Published online by Cambridge University Press: 25 November 2016
Introduction
Wind motions in the atmosphere can cover a wide range of temporal and spatial scales. They may include variations on annual, seasonal, monthly, daily, hourly, and minute scales, down to scales of seconds. Spatially, motions may cover global scales down to synoptic (continental-sized), meso- (city-sized) and microscales (e.g., Ahrens, 1999, Figure 10.1).Windprofiler radars can study all of these scales. However, we cannot possibly cover all of them in this chapter. Larger scale motions (including planetary waves and tides) can be studied well with satellites and in-situ instruments carried by balloons and rockets, as well as numerical computer models. While profilers can also contribute here, it is at the smaller scales that windprofilers really make their best contributions. We will therefore concentrate in this chapter on synoptic, mesoscale and microscale motions, with strongest emphasis on the last two. The primary focus will be on height regions where MST radars have made a significant contribution, restricting discussion to the troposphere, lower stratosphere (below 25–30 km), and the upper mesosphere and lower thermosphere (60 to 100 km altitude). Other height regimes will be discussed primarily in their relation to these regions.
In meteorology, atmospheric mesoscales motions refer to spatial scales between a few kilometers and one or two hundred kilometers, and temporal scales of the order of minutes to a few hours. In the troposphere, mesoscale events include thunderstorms, tornadoes, and various types of local circulations like land and sea breezes and valley breezes. Typical synoptic scale events include hurricanes, high and low pressure systems, and frontal systems.
Some or all of these events may be quite familiar to many readers. In fact, these events are only really dominant in the lowest few kilometers of the atmosphere. MST atmospheric radars can be used to investigate these phenomena, and this has been done in the past (e.g. Strauch et al. (1984); Gage et al. (1991a); Webster and Lukas (1992); Teshiba et al. (2001) (and references therein); Röttger and Larsen (1990); Hooper andPavelin (2003), among others). Since this book has a special chapter on meteorology, these events will not be pursued here in any detail.
When MST radars are used for studies to heights of ten kilometers and more, and even into the upper atmosphere, a different class of mesoscale/synoptic scale motion becomes apparent. This motion is often well organized and can propagate over large distances.
To save this book to your Kindle, first ensure no-reply@cambridge.org is added to your Approved Personal Document E-mail List under your Personal Document Settings on the Manage Your Content and Devices page of your Amazon account. Then enter the ‘name’ part of your Kindle email address below. Find out more about saving to your Kindle.
Note you can select to save to either the @free.kindle.com or @kindle.com variations. ‘@free.kindle.com’ emails are free but can only be saved to your device when it is connected to wi-fi. ‘@kindle.com’ emails can be delivered even when you are not connected to wi-fi, but note that service fees apply.
Find out more about the Kindle Personal Document Service.
To save content items to your account, please confirm that you agree to abide by our usage policies. If this is the first time you use this feature, you will be asked to authorise Cambridge Core to connect with your account. Find out more about saving content to Dropbox.
To save content items to your account, please confirm that you agree to abide by our usage policies. If this is the first time you use this feature, you will be asked to authorise Cambridge Core to connect with your account. Find out more about saving content to Google Drive.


▶ _WHAT IS EXPECTED_
If a line in the data holds "management", copy that line out in full.

(Recorded data)
^^^^
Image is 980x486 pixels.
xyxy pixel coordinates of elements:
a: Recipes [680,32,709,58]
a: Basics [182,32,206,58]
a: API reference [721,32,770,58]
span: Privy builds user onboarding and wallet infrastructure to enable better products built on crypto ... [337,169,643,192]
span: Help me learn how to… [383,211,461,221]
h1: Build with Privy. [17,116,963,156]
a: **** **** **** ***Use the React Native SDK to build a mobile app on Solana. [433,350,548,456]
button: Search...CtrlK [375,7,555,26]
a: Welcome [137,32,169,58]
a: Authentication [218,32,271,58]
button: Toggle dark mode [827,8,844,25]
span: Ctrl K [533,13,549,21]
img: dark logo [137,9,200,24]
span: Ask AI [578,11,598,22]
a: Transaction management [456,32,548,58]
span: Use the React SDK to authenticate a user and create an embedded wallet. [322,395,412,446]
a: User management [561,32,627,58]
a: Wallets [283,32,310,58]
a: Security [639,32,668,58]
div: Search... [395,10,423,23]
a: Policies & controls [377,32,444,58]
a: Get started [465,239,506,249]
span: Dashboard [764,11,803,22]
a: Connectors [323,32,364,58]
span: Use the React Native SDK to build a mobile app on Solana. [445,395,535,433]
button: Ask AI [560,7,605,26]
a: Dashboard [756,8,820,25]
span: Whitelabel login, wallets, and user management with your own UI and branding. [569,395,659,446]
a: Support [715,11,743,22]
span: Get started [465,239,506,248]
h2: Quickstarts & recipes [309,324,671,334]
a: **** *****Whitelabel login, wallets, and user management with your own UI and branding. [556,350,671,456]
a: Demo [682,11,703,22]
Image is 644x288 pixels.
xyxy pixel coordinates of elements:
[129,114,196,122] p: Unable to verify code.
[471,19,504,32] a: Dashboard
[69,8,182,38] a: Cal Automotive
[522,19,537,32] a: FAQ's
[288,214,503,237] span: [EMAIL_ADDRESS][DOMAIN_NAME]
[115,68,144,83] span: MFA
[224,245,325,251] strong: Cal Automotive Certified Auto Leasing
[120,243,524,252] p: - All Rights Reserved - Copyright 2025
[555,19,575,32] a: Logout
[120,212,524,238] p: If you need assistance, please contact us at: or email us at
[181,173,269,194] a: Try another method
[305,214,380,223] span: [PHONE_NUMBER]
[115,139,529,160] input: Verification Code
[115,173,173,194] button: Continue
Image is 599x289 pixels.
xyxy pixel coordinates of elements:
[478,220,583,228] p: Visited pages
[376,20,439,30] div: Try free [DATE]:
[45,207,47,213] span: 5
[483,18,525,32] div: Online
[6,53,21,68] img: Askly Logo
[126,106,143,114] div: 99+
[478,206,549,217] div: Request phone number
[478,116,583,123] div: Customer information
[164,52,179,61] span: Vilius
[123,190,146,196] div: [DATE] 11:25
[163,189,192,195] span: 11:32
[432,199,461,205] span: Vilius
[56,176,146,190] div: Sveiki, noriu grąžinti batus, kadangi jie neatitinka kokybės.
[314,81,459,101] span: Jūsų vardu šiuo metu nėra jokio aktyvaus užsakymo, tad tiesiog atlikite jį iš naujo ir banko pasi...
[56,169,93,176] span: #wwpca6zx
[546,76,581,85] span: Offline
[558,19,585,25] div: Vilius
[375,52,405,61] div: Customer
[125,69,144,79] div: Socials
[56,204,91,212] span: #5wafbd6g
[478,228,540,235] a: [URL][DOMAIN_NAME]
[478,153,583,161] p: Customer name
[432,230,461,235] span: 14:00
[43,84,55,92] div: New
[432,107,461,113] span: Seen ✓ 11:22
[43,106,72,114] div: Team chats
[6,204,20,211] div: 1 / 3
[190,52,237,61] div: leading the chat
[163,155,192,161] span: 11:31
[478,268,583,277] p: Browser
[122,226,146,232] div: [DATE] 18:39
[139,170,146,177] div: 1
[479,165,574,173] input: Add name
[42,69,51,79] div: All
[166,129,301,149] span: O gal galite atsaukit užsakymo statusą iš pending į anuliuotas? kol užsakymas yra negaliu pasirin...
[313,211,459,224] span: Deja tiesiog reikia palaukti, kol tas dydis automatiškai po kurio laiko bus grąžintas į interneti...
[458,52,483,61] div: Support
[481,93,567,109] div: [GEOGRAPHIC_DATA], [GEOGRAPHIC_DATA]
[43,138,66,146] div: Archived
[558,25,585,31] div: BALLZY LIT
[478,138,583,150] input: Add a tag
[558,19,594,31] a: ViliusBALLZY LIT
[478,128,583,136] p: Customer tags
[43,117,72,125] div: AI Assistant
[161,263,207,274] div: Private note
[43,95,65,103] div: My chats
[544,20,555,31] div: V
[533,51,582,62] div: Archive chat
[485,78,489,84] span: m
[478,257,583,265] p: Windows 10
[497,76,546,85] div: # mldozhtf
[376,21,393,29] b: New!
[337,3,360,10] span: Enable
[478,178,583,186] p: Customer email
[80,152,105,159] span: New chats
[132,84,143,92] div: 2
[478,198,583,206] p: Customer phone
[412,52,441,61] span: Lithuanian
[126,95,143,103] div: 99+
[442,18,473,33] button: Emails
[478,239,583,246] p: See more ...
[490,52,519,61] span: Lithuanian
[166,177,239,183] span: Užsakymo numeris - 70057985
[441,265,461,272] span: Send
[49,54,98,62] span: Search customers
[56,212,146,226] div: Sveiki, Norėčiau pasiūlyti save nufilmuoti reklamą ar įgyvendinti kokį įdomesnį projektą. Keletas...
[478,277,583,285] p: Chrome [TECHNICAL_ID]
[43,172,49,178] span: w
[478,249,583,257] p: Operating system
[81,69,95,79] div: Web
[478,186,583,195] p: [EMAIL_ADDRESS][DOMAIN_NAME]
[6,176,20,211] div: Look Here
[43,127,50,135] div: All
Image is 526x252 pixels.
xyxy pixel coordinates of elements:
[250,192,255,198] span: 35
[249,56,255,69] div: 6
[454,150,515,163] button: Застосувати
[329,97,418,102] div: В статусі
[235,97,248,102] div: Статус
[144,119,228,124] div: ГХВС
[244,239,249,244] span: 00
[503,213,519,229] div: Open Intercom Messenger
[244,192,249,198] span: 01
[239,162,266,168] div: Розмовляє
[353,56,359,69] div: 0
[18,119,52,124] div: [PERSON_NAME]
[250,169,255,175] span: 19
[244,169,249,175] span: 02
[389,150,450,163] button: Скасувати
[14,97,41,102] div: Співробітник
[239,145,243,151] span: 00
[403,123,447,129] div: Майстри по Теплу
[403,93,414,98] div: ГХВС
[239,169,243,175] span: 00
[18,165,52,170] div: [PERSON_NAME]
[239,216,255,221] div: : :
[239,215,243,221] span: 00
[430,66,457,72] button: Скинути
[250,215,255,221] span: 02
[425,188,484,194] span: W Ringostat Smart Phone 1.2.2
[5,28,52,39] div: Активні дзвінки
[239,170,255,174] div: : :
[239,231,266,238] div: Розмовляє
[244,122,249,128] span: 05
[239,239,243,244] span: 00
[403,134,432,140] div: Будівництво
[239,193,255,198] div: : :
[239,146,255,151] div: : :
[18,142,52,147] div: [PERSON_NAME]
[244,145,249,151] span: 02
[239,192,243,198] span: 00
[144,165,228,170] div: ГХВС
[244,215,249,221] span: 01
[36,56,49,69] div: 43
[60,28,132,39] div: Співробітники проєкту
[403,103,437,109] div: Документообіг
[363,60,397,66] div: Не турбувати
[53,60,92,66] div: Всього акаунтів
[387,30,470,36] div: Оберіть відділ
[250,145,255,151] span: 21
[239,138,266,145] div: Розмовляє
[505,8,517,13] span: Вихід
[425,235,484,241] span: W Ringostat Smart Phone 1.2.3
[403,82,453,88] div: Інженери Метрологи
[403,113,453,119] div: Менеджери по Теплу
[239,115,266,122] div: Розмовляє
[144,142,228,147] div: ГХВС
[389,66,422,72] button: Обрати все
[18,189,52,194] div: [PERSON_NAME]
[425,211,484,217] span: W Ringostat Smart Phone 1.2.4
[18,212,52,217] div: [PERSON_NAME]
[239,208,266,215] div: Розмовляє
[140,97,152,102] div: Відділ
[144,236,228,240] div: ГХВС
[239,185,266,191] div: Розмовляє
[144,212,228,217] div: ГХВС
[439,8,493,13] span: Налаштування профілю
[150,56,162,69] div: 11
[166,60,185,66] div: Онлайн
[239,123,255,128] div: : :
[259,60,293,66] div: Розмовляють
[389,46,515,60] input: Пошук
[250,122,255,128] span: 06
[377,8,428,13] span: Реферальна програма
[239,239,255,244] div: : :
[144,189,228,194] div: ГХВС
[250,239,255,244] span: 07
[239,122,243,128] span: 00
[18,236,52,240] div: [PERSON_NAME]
^^^^
▶ _OUTPUT OF THE TASK_
a: Transaction management [456,32,548,58]
a: User management [561,32,627,58]
span: Whitelabel login, wallets, and user management with your own UI and branding. [569,395,659,446]
a: **** *****Whitelabel login, wallets, and user management with your own UI and branding. [556,350,671,456]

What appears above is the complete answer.